If you want a "realistic" Trek then you'd better get rid of Spock (human/alien hybrid), warp drive, phasers, transporters and all the rest of the trappings. If you make it realistic it won't be Star Trek any longer. If that's what you want then we need something to take the place of Trek, to update it.
1) I like that Star Trek used to strive to tell the best story possible, despite what came before.
What is the best story? If it is the one which is the most realistic, then Trek has always been in trouble (which is why quoting Orci doing his best to justify Trek in terms of quantum physics is preposterous). If it is to tell a story which is most coherent, then Orci would have been better served by a hard reboot. Just start over and perhaps never even raise the prospect of backward time travel.

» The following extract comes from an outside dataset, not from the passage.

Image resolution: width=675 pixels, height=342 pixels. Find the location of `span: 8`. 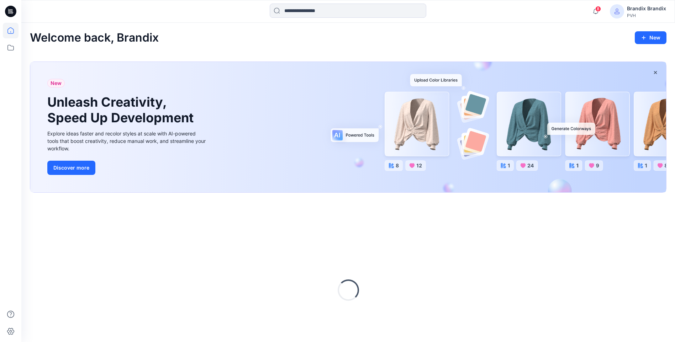

span: 8 is located at coordinates (598, 9).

If you're going to boldly go in a new direction, then just boldly go, and leave old Trek behind without a passing of the torch narrative.
2) That's not Spock Prime's mother. His mother and father lived and died in another timeline.

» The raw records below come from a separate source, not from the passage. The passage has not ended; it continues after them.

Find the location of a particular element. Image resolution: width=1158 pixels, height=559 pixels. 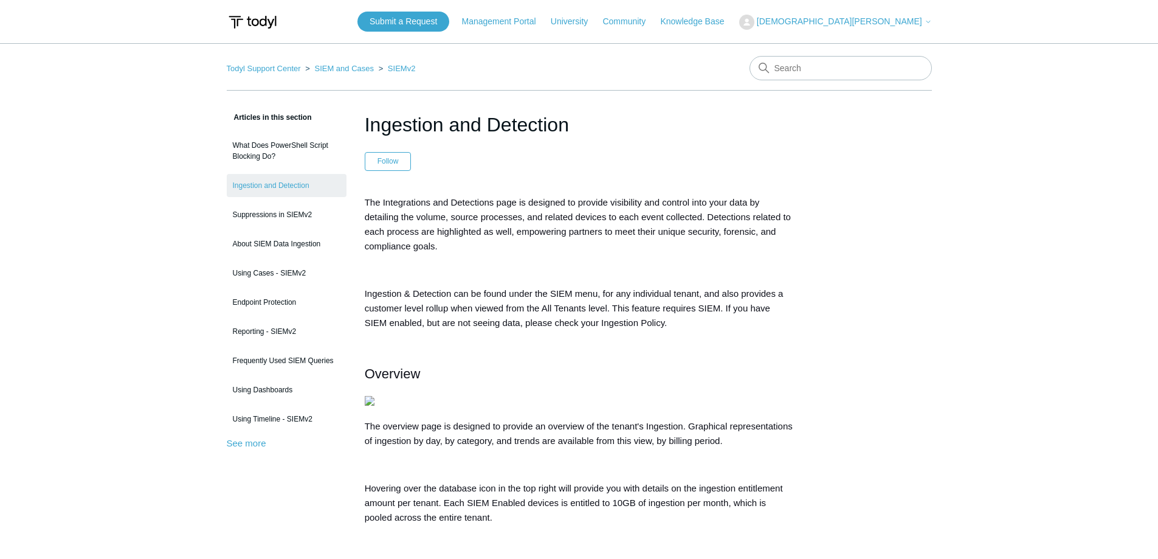

a: See more is located at coordinates (246, 443).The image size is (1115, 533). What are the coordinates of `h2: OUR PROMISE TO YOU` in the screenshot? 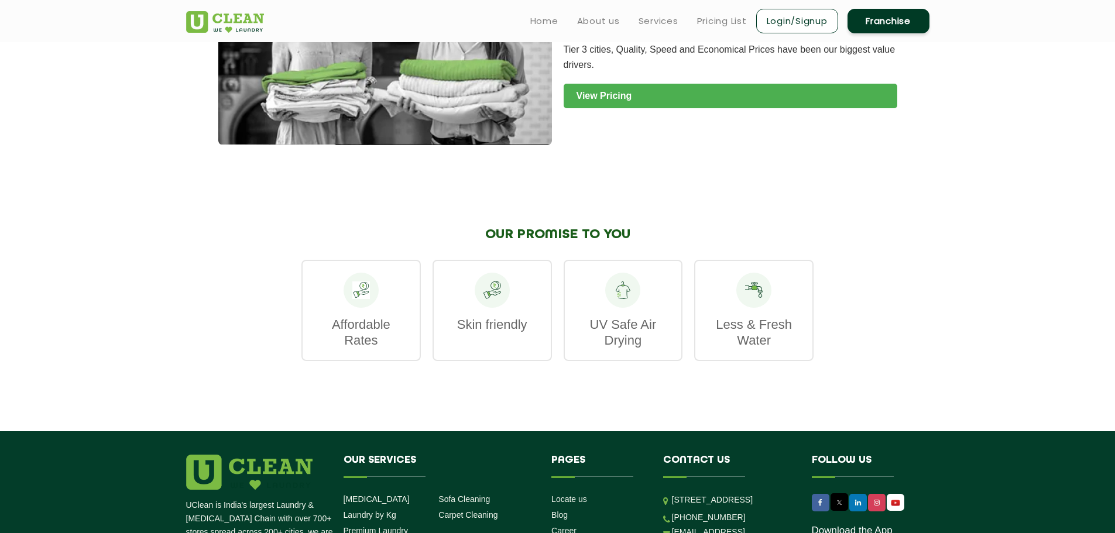 It's located at (557, 235).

And yet Old Spock still reported that he was emotionally compromised. And this means he still had motivation as well as justification.
What's the best story? Since Trek became a franchise the best story is the one that makes the most money. Period. You could make a movie that would win the Oscar, Hugo and Nebula awards but if it flopped at the box office then it's reboot time.
If "dealt with" means the same thing to you as does "skipped over without acknowledging," then yes, granted. But, to spell it out more fully than I did upthread:M'Sharak also pointed this out to you in a post. These were the rules Orci and Kurtzman operated by. In this universe, you can't do what you're asking for.
This has been dealt with upthread too.
Orci-Kurtzman Q&A session at TrekMovie said:Dan:
Spock Prime could go back in time and stop Nero, like all the other ways they have done before in movies and TV shows in the past Trek lore, he doesn’t need Red Matter to only go back in time to stop Nero. It’s lame for Bob to say that Prime Spok can’t do time travel without Red Matter. When they could just fly around the Sun like he did in Star Trek IV, or Picard did in First Contact.
BobOrci:
In our Universe, as long as I am here, you can’t just slingshot around the sun and linear time is a misconception from the middle part of the 20th century.. A good analogy for what we have done here would be to imagine we were rebooting the modern adventures of a sailor, who at the time that his stories were told, it was believed the earth was flat. Now, years later, here in the re-whatever, we know the world is round. So our story exists in a world where the world is now round, despite that being a “canon” violation.
Slingshotting is not an available option. Period. The (then-current) model upon which the idea was based is effectively obsolete, and has been replaced (for purposes of this incarnation of Trek, at the very least) with a different model - one which does not allow closed-loop time travel. In practical terms, that mode of time travel never existed. To insist that it still does exist is to wilfully ignore The Way Things Are Now (according to the guys who are telling the stories).
If you're interested in participating in discussion, then you're welcome to do so. However, the recurrent cataloguing of fallacies in which you've been engaging has the effect, more and more, of making it look as if this really is the "gotcha" topic you've insisted it is not. If the responses you're getting don't fit the answers you had already written on your checklist, it does not automatically render them invalid or fallacious; it only means that it would probably have been more realistic for you to be expecting those other answers and not now be trying to force them to fit into your predetermined "right answer" checklist boxes....
The list of informal fallacies in this thread is staggering.
That's all well and good but I don't recall anyone in the movie actually mentioning slingshot around the sun as a means of time travel. Orci can claim what does and doesn't work all he likes but until they come right out and say you can't time travel that way then, seeing as it's branched off a universe where you could do that then his opinion is just that, his opinion. He's also said in an interview that Delta Vega is the same planet in WNMHGB and ST09. Doesn't mean that it is. It just happens to have the same name.
For the Trek fans, this film includes many little references. For example you have Kirk dropped off on the planet Delta Vega, which was seen in second Star Trek pilot. It is a cool reference, but didn’t you also fudge canon by ignoring that Delta Vega was way out next to the galactic barrier.
Orci: True. Yeah we did. We moved the planet to suit our purposes. The familiarity of the name seemed more important as an Easter egg, than a new name with no importance.